#### THE RECORDS ####

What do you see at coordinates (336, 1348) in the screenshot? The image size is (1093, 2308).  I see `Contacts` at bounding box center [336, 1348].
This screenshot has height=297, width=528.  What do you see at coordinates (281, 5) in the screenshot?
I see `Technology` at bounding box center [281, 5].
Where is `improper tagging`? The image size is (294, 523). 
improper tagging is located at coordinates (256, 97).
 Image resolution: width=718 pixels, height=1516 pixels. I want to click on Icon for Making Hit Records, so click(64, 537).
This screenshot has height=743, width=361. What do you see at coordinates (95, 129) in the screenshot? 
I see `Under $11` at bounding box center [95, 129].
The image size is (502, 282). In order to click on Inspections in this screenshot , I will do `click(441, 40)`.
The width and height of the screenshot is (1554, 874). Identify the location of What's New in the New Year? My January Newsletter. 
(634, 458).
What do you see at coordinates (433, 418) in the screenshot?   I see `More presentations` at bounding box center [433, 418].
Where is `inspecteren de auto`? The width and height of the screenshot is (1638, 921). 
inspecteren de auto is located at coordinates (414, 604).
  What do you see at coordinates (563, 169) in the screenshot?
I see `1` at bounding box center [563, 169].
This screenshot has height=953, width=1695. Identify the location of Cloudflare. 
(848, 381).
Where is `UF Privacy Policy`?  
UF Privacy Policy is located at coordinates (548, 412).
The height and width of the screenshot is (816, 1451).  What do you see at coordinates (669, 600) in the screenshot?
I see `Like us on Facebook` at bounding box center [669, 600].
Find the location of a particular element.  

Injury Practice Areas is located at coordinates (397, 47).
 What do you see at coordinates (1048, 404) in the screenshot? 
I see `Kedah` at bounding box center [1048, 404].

####

After the last line of the data, restate all the entries verbatim.

→ SOLUTION TO THE EXERCISE:
What do you see at coordinates (336, 1348) in the screenshot? The image size is (1093, 2308).  I see `Contacts` at bounding box center [336, 1348].
This screenshot has height=297, width=528.  What do you see at coordinates (281, 5) in the screenshot?
I see `Technology` at bounding box center [281, 5].
Where is `improper tagging`? The image size is (294, 523). 
improper tagging is located at coordinates (256, 97).
 Image resolution: width=718 pixels, height=1516 pixels. I want to click on Icon for Making Hit Records, so click(64, 537).
This screenshot has height=743, width=361. What do you see at coordinates (95, 129) in the screenshot? 
I see `Under $11` at bounding box center [95, 129].
The image size is (502, 282). In order to click on Inspections in this screenshot , I will do `click(441, 40)`.
The width and height of the screenshot is (1554, 874). Identify the location of What's New in the New Year? My January Newsletter. 
(634, 458).
What do you see at coordinates (433, 418) in the screenshot?   I see `More presentations` at bounding box center [433, 418].
Where is `inspecteren de auto`? The width and height of the screenshot is (1638, 921). 
inspecteren de auto is located at coordinates (414, 604).
  What do you see at coordinates (563, 169) in the screenshot?
I see `1` at bounding box center [563, 169].
This screenshot has height=953, width=1695. Identify the location of Cloudflare. 
(848, 381).
Where is `UF Privacy Policy`?  
UF Privacy Policy is located at coordinates (548, 412).
The height and width of the screenshot is (816, 1451).  What do you see at coordinates (669, 600) in the screenshot?
I see `Like us on Facebook` at bounding box center [669, 600].
Find the location of a particular element.  

Injury Practice Areas is located at coordinates (397, 47).
 What do you see at coordinates (1048, 404) in the screenshot? 
I see `Kedah` at bounding box center [1048, 404].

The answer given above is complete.